Team morale, he said, was “fine, but it’s bloody frustrating. Morale doesn’t change, we’ll just have to change different goals. It’s a big blow to our podium chances, but shit happens.”
There is no hard and fast rule about neutralizing a race when something of this magnitude happens, although stoppages are the exception. Cycling is a chaotic sport and, hard as it is to accept, you have to be lucky to survive thousands of kilometers of racing. Thomas was not lucky, and he will not win the race.
Shortly after the crash, the first true test of the Giro started. The Blockhaus is a grinder of a climb, at 13.5 kilometers long with an average pitch of 8.2 percent. It’s gradient oscillates back and forth between relatively innocuous segments at 4 or 5 percent and steep sections in excess of 12 percent. Thanks to heavy pressure from Movistar, a group of 30 or so riders was rapidly winnowed down to a small group of team leaders, and that’s where the fireworks started. Maglia Rosa holder Bob Jungels lost his spot up front early on, and Nairo Quintana’s team shredded several would-be contenders without much fuss, including Tejay Van Garderen, Steven Kruijswijk, and Ilnur Zakarin.
After Quintana’s teammates had cooked themselves and culled the lead group of its helpers, the tiny Colombian repeatedly landed blow after blow on the field. First, he ripped away from a small pack inside the final seven kilometers, and only Thibaut Pinot and Vincenzo Nibali could follow. Nibali leaned over the front of his handlebars as he rode, staying aerodynamic and preserving energy for the rest of the climb. It seemed he would try something, but he was holding on for dear life. Pinot occasionally popped off the front, but none of his attacks troubled his two more experienced breakmates. Quintana’s moves, however, continually inflicted deep suffering. As a trailing group led by Bauke Mollema and Dumoulin approached the leaders, Quintana blasted off the front with about five kilometers left and soloed into the finish. Pinot and Dumoulin rounded out the top three after gutting themselves to stay in contact. It was a harsh, beautiful finale and the best riders in the Giro were forced into the action against each other. It’s all you want to see in a Grand Tour stage.

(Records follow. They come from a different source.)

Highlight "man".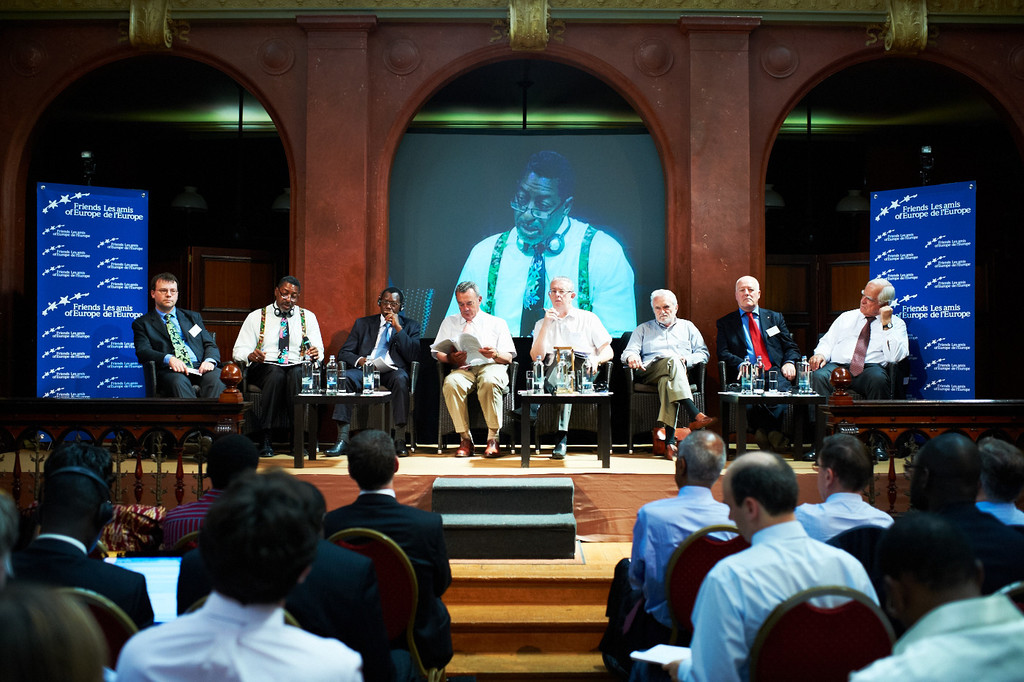
Highlighted region: region(114, 469, 361, 681).
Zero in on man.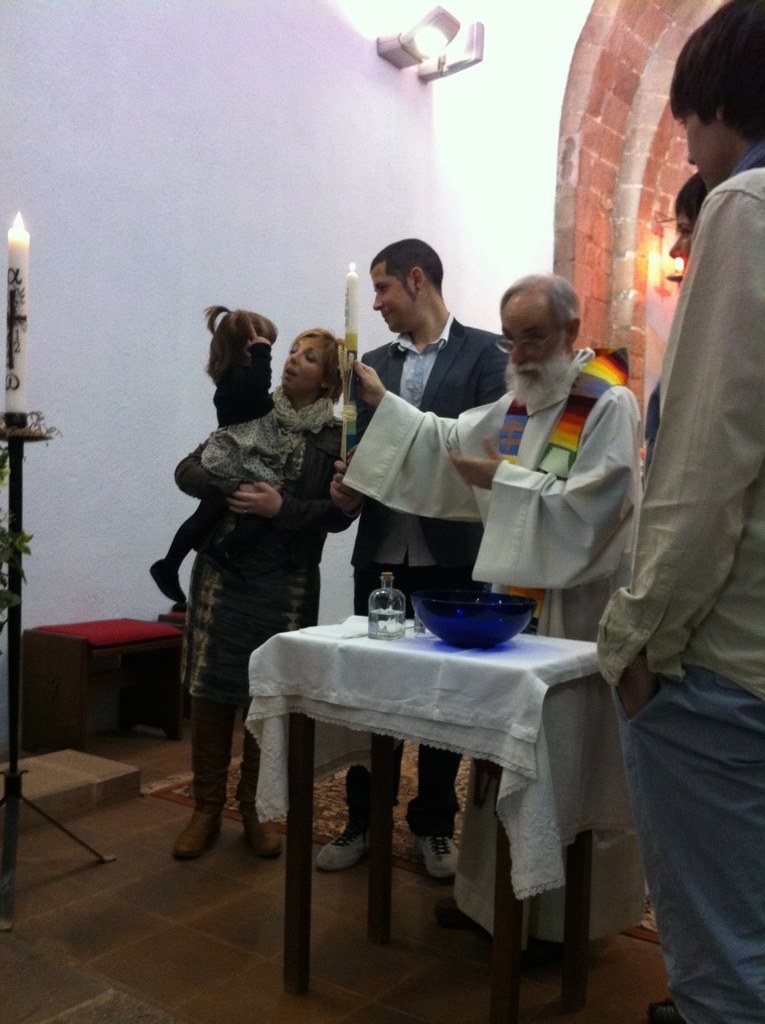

Quintana now has the Maglia Rosa, but he’ll probably concede it to Dumoulin after Tuesday morning’s time trial. The Dutchman is perhaps the greatest living time trialist, and his third place today was a sign that his amazing 2016 Giro was a warning, not a fluke. Whether he can stick with Quintana on the high mountains will determine if he can make history. Nibali fading and losing a minute to Quintana was shocking, but he tends to improve as Grand Tours go on. There is intrigue all throughout the top ten overall placings, and it would be even better if Thomas, Mikel Landa, Kelderman, and Yates were not essentially taken out of the race by an idiotic motorcycle driver.
Thomas is an exceptionally brave rider, and even though he’s five minutes behind Quintana and will not catch the Colombian (nobody will beat him; he looks incredible), he will not stop scrapping for a top-ten finish. Sky and Orica-Scott are now free to take fliers and get aggressive, which will enliven the race. Today was brutal and enthralling, and it was just the start of what looks to be an incredible Giro.